Stephanie Jones: Book Review - The Bletchley Girls by Tessa Dunlop

Publish Date
Friday, 20 February 2015, 12:16PM
Author
By Stephanie Jones

The 15 still-living veterans who are the subjects of Tessa Dunlop’s The Bletchley Girls grew up in an era when discretion was still the better part of valour. In recounting their childhoods and family structures to the author, several remark on the taboo topics of the time, and on the prohibition against children asking questions. Undoubtedly, the worldview this fostered influenced their later attitudes toward the top-secret environs of Britain’s World War II code-breaking operation.

As each girl came to the Park, their perception of the value of secrecy only become more deeply entrenched. In fact, many of the estimated 8,500 to 10,000 people who worked there weren’t aware that they were contributing to an effort to win the war by decrypting German military codes.

When, in the 1970s, Bletchley Park’s long-held secrets began to seep out, many of the women were shocked. As Dunlop describes it, “The emotion with which this sudden revelation is remembered by so many women suggests a sense of betrayal – that they had kept their word only to be undercut by someone else.”

It is a fascinating, extraordinarily resilient group of women that Dunlop has collected. Aware of the crushing weight of extant Bletchley historiography, she has created a point of difference by offering a voice to those who worked there as teenage girls, and tracked down her subjects (average age 90), to hear their stories first-hand. Some have published memoirs and given lectures on their war-time work, while others have held their recollections close. Their pre-Bletchley backgrounds and subsequent lives are diverse and reveal much about Britain’s class system and the role of women through the 20th century.

In telling their stories, from their childhoods and education to their work at the Park (which included operating the Colossus, the early electronic computer, decoding Italian and German transmissions, and working in Hut 6, the Enigma decryption centre at Bletchley’s heart), Dunlop offers an alternative to the established male-dominated narrative about the Park’s operations. By 1944, women workers outnumbered men three to one, but the mood of the time was, among other things, one of prevailing sexism – and to this day, under Dunlop’s questioning, only one of the 15 veterans expresses a frank and unforgiving view of the era’s attitude towards women.

Many girls and women did tedious and thankless work both during and after the war, and it took decades for their efforts to begin to be acknowledged. A similar theme is evident in the topics of courtship and social life, about which the Bletchley veterans recall a period of innocence overshadowed by the knowledge that any potential suitor could be lost to war.

Of Dunlop’s 15 subjects, 11 were already married by 1950. Marriage was the dominant postwar trend, brides got younger and courtships shorter, and it was the rare girl who could rebuff this ubiquitous expectation. Y-station listener Pat Davies was one, pursuing studies at St Andrews, Oxford and Harvard before becoming a journalist at the Daily Mail (her presence as a female reporter horrifying the men in the newsroom). She eventually married in 1968.

Both as a distinctive glimpse into the Bletchley Park story and as a piece of social history, The Bletchley Girls is a success, and Dunlop’s determination to open the ear of the present to a remarkable group of participants in history has borne impressive fruit.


## Problem details
Please write every entry out again, exactly as it reads below.

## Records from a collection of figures

══════════════════════════════

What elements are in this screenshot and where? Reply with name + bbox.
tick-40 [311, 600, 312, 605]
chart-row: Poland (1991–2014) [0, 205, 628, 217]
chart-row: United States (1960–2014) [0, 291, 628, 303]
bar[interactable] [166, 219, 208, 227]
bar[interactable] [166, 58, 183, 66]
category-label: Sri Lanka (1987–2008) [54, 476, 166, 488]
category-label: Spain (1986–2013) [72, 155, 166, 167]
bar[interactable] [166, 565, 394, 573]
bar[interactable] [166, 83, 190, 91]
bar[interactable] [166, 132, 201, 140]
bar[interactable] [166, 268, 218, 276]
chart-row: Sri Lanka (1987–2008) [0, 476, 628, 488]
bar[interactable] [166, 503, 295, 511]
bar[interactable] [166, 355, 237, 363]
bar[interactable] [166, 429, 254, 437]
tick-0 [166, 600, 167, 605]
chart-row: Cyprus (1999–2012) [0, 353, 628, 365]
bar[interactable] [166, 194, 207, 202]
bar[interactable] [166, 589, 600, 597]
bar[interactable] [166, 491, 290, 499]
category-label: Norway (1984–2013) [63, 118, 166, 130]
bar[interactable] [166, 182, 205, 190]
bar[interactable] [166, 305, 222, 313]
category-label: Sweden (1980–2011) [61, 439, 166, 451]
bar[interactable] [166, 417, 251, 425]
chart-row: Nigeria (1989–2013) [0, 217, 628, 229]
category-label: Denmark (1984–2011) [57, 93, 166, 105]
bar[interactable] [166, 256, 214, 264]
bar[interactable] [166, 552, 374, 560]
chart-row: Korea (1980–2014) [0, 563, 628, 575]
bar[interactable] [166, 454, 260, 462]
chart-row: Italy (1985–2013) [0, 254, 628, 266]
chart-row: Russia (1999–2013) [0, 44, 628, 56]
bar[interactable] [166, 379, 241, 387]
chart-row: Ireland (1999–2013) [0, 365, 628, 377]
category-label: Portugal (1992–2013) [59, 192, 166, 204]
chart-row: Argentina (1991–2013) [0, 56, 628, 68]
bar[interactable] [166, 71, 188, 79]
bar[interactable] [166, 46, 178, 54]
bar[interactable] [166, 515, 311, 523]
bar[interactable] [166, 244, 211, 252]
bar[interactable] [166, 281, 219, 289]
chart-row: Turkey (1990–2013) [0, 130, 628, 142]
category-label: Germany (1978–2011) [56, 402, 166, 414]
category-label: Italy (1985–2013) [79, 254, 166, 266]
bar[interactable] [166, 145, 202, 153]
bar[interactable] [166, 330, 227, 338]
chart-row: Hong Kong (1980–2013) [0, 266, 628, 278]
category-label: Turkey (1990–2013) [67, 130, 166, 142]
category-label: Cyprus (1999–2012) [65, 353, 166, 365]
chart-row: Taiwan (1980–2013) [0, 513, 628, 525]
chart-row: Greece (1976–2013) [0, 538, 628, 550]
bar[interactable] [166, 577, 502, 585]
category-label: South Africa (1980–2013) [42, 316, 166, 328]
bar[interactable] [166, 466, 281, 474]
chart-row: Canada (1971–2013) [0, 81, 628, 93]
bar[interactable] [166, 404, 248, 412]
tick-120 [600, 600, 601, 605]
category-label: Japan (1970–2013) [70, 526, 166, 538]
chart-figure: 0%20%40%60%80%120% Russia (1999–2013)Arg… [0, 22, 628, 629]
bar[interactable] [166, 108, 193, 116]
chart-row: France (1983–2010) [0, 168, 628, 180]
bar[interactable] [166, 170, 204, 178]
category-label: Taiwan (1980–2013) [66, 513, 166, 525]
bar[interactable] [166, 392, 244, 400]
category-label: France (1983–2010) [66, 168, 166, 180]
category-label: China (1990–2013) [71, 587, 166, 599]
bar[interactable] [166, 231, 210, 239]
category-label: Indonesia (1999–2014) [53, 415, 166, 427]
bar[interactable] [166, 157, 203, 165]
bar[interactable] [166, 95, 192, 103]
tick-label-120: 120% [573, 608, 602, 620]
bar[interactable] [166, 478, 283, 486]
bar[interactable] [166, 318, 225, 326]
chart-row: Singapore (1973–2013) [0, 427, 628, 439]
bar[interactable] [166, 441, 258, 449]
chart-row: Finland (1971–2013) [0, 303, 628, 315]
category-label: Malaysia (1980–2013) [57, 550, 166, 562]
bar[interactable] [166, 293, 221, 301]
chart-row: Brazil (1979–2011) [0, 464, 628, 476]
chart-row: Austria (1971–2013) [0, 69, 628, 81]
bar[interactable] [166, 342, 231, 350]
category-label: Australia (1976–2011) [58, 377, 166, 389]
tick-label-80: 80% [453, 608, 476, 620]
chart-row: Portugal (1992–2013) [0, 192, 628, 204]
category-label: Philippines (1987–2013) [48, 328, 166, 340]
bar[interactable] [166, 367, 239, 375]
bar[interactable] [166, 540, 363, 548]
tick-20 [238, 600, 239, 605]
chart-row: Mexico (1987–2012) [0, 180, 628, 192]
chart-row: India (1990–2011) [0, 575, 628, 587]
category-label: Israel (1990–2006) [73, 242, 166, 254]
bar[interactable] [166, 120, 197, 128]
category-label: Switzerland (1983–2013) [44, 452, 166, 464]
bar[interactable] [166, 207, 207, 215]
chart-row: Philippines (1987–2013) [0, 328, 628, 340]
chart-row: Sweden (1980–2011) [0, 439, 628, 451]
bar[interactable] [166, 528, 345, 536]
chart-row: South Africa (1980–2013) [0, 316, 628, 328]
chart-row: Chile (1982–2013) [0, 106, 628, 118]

══════════════════════════════

## Reply to the exercise
What elements are in this screenshot and where? Reply with name + bbox.
tick-40 [311, 600, 312, 605]
chart-row: Poland (1991–2014) [0, 205, 628, 217]
chart-row: United States (1960–2014) [0, 291, 628, 303]
bar[interactable] [166, 219, 208, 227]
bar[interactable] [166, 58, 183, 66]
category-label: Sri Lanka (1987–2008) [54, 476, 166, 488]
category-label: Spain (1986–2013) [72, 155, 166, 167]
bar[interactable] [166, 565, 394, 573]
bar[interactable] [166, 83, 190, 91]
bar[interactable] [166, 132, 201, 140]
bar[interactable] [166, 268, 218, 276]
chart-row: Sri Lanka (1987–2008) [0, 476, 628, 488]
bar[interactable] [166, 503, 295, 511]
bar[interactable] [166, 355, 237, 363]
bar[interactable] [166, 429, 254, 437]
tick-0 [166, 600, 167, 605]
chart-row: Cyprus (1999–2012) [0, 353, 628, 365]
bar[interactable] [166, 194, 207, 202]
bar[interactable] [166, 589, 600, 597]
bar[interactable] [166, 491, 290, 499]
category-label: Norway (1984–2013) [63, 118, 166, 130]
bar[interactable] [166, 182, 205, 190]
bar[interactable] [166, 305, 222, 313]
category-label: Sweden (1980–2011) [61, 439, 166, 451]
bar[interactable] [166, 417, 251, 425]
chart-row: Nigeria (1989–2013) [0, 217, 628, 229]
category-label: Denmark (1984–2011) [57, 93, 166, 105]
bar[interactable] [166, 256, 214, 264]
bar[interactable] [166, 552, 374, 560]
chart-row: Korea (1980–2014) [0, 563, 628, 575]
bar[interactable] [166, 454, 260, 462]
chart-row: Italy (1985–2013) [0, 254, 628, 266]
chart-row: Russia (1999–2013) [0, 44, 628, 56]
bar[interactable] [166, 379, 241, 387]
chart-row: Ireland (1999–2013) [0, 365, 628, 377]
category-label: Portugal (1992–2013) [59, 192, 166, 204]
chart-row: Argentina (1991–2013) [0, 56, 628, 68]
bar[interactable] [166, 71, 188, 79]
bar[interactable] [166, 46, 178, 54]
bar[interactable] [166, 515, 311, 523]
bar[interactable] [166, 244, 211, 252]
bar[interactable] [166, 281, 219, 289]
chart-row: Turkey (1990–2013) [0, 130, 628, 142]
category-label: Germany (1978–2011) [56, 402, 166, 414]
category-label: Italy (1985–2013) [79, 254, 166, 266]
bar[interactable] [166, 145, 202, 153]
bar[interactable] [166, 330, 227, 338]
chart-row: Hong Kong (1980–2013) [0, 266, 628, 278]
category-label: Turkey (1990–2013) [67, 130, 166, 142]
category-label: Cyprus (1999–2012) [65, 353, 166, 365]
chart-row: Taiwan (1980–2013) [0, 513, 628, 525]
chart-row: Greece (1976–2013) [0, 538, 628, 550]
bar[interactable] [166, 577, 502, 585]
category-label: South Africa (1980–2013) [42, 316, 166, 328]
bar[interactable] [166, 466, 281, 474]
chart-row: Canada (1971–2013) [0, 81, 628, 93]
bar[interactable] [166, 404, 248, 412]
tick-120 [600, 600, 601, 605]
category-label: Japan (1970–2013) [70, 526, 166, 538]
chart-figure: 0%20%40%60%80%120% Russia (1999–2013)Arg… [0, 22, 628, 629]
bar[interactable] [166, 108, 193, 116]
chart-row: France (1983–2010) [0, 168, 628, 180]
bar[interactable] [166, 170, 204, 178]
category-label: Taiwan (1980–2013) [66, 513, 166, 525]
bar[interactable] [166, 392, 244, 400]
category-label: France (1983–2010) [66, 168, 166, 180]
category-label: China (1990–2013) [71, 587, 166, 599]
bar[interactable] [166, 231, 210, 239]
category-label: Indonesia (1999–2014) [53, 415, 166, 427]
bar[interactable] [166, 157, 203, 165]
bar[interactable] [166, 95, 192, 103]
tick-label-120: 120% [573, 608, 602, 620]
bar[interactable] [166, 478, 283, 486]
bar[interactable] [166, 318, 225, 326]
chart-row: Singapore (1973–2013) [0, 427, 628, 439]
bar[interactable] [166, 441, 258, 449]
chart-row: Finland (1971–2013) [0, 303, 628, 315]
category-label: Malaysia (1980–2013) [57, 550, 166, 562]
bar[interactable] [166, 293, 221, 301]
chart-row: Brazil (1979–2011) [0, 464, 628, 476]
chart-row: Austria (1971–2013) [0, 69, 628, 81]
bar[interactable] [166, 342, 231, 350]
category-label: Australia (1976–2011) [58, 377, 166, 389]
tick-label-80: 80% [453, 608, 476, 620]
chart-row: Portugal (1992–2013) [0, 192, 628, 204]
category-label: Philippines (1987–2013) [48, 328, 166, 340]
bar[interactable] [166, 367, 239, 375]
bar[interactable] [166, 540, 363, 548]
tick-20 [238, 600, 239, 605]
chart-row: Mexico (1987–2012) [0, 180, 628, 192]
chart-row: India (1990–2011) [0, 575, 628, 587]
category-label: Israel (1990–2006) [73, 242, 166, 254]
bar[interactable] [166, 120, 197, 128]
category-label: Switzerland (1983–2013) [44, 452, 166, 464]
bar[interactable] [166, 207, 207, 215]
chart-row: Philippines (1987–2013) [0, 328, 628, 340]
chart-row: Sweden (1980–2011) [0, 439, 628, 451]
bar[interactable] [166, 528, 345, 536]
chart-row: South Africa (1980–2013) [0, 316, 628, 328]
chart-row: Chile (1982–2013) [0, 106, 628, 118]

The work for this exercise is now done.